Every Halloween, my sister and I always had great costumes. Well, except the year that I was a lumberjack. Imagine a 13 year old in a flannel shirt with dark denim overalls, boots, a hat and a coffee grounds beard. Yes, you read that last part right. My mom saw on the Today show that you could put Karo syrup on your face and then press coffee grounds in it to make a realistic looking beard. Too bad none of my middle school classmates wanted to be around me all day because I stunk like coffee!
My mom always had costumes taken care of, so I spent my pre-Halloween days thinking about strategy. Candy loading strategy.
We never fooled with those cute little plastic pumpkin candy carriers. We carried pillow cases. You could throw them over your shoulder and truck it to your next stop. Really, I don’t think my sister had much thought behind how much candy we got or what our strategy was, but me, being the older, wiser and one with the biggest appetite for chocolate, led the way.
The goal was to go to as many houses as possible in the allotted time. It might have meant having my mom drop us off at one end of the neighborhood where it was easier for us to make one straight line back home. Or it may have been avoiding cul-de-sac’s to avoid too much walking and minimal candy stops on the street. Main drags were the best, but often they gave out less candy because they had the volume of trick-or-treaters to deal with. The path changed slightly every year based on who I learned was stingy who I learned actually gave out FULL SIZE candy bars. They were the gold.
Once we schlepped back home with the pillow cases full of candy, we had the great candy exchange. I would give up the “bad” candy (anything not chocolate- think Smarties, Tootsie Pops, Blow Pops, etc) for chocolate. Snickers and Reeses were my favorite. My sister would then go to sleep and I would steal some candy from her and put it in my bag before I went to sleep. Bad, right?
Consumption of Halloween candy was also different between older (and fat) sister versus younger (and stickly) sister. I would have all my candy eaten within days. My sister could go over a year without finishing all her candy. I would learn where she hid the candy and would steal it piece by piece throughout the next month. After that, it was getting noticeable that the stash was getting smaller, so I quit.
What’s weird is, looking back, I have no idea why I operated this way. Why did I feel I had to get the most candy? Why did I feel like I had to eat it all, and then steal from my sisters stash? I didn’t know other kids who did these sorts of things. Was it a genetic part of my fatness coming out? A pre-disposition to overindulgence in chocolate covered treats? Why, at such a young age (really as far back as I can remember), was it so much a part of me to want to hoard food like this? Food for thought (bad pun intended).
As I write this now, it is during my city’s trick-or-treat time. I am the mean neighborhood lady who isn’t giving out candy. I’m hunkered down in my basement and my upstairs lights are turned off. There are no pumpkins on my front porch. I did this selfishly so I didn’t have to be around all the candy, and also for the kids, because they would be greeted at the door by a crazy lady in her workout clothes with a chocolate-smeared face and caramel stuck to my teeth. No one should have to see that. Plus, using my fat kid logic, I am on a short cul-de-sac that isn’t as convenient as staying on the main drag.
I’ll leave you with a picture of me the last time I dressed up for halloween. 2006 while in grad school. About 315 pounds. On the bottom I had cuffed jeans with fake Ugg boots. Oh how Britney has changed since then!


Exercise aim → Where in the records does the word "Advisor" occur? Copy each line in which it does.

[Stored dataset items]

----

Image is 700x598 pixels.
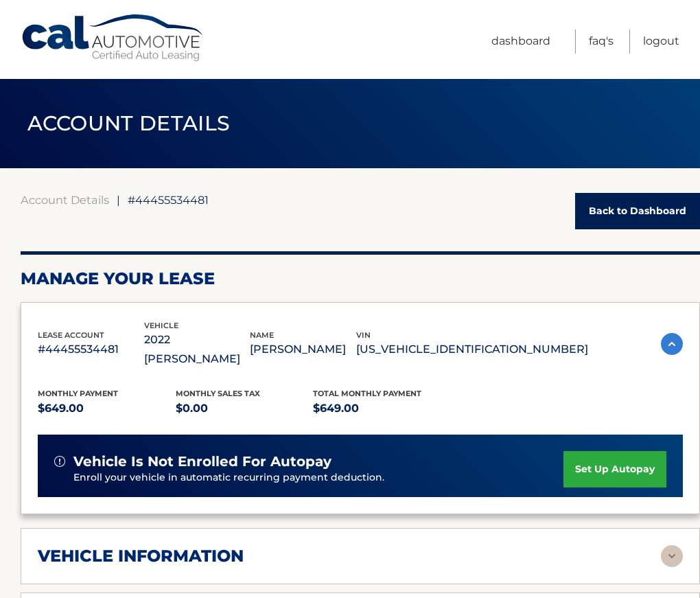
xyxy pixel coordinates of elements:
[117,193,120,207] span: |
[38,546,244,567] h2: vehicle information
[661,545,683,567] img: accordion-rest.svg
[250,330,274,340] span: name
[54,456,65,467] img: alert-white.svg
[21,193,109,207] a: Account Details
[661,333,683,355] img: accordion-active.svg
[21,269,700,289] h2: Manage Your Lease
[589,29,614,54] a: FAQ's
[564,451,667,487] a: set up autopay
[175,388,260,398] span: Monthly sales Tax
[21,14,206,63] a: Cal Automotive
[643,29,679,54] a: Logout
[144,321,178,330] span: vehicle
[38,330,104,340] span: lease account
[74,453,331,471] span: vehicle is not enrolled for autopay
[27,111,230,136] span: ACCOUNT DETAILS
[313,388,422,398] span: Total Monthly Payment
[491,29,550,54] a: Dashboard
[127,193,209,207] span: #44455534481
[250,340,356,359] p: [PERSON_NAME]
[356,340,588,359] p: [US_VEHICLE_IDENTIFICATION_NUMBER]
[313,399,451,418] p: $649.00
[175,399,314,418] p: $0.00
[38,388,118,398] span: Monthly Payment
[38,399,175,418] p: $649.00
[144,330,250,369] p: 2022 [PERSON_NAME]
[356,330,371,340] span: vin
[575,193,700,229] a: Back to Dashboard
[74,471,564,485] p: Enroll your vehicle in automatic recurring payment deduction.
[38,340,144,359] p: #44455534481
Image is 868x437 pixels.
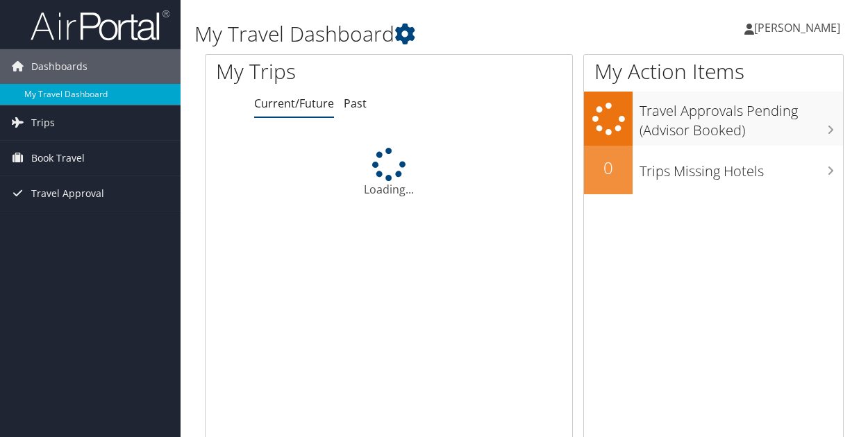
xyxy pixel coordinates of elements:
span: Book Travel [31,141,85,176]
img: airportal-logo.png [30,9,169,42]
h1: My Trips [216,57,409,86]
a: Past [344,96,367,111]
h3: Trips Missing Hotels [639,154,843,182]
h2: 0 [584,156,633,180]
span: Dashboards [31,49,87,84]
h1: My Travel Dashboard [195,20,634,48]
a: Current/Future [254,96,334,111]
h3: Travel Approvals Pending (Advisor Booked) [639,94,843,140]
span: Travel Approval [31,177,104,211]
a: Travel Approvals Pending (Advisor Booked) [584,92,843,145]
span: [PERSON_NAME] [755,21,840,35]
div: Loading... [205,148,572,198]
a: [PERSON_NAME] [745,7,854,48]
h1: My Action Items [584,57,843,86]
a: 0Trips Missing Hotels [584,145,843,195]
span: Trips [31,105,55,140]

----

Result of the task →
h3: Travel Approvals Pending (Advisor Booked) [639,94,843,140]
a: Travel Approvals Pending (Advisor Booked) [584,92,843,145]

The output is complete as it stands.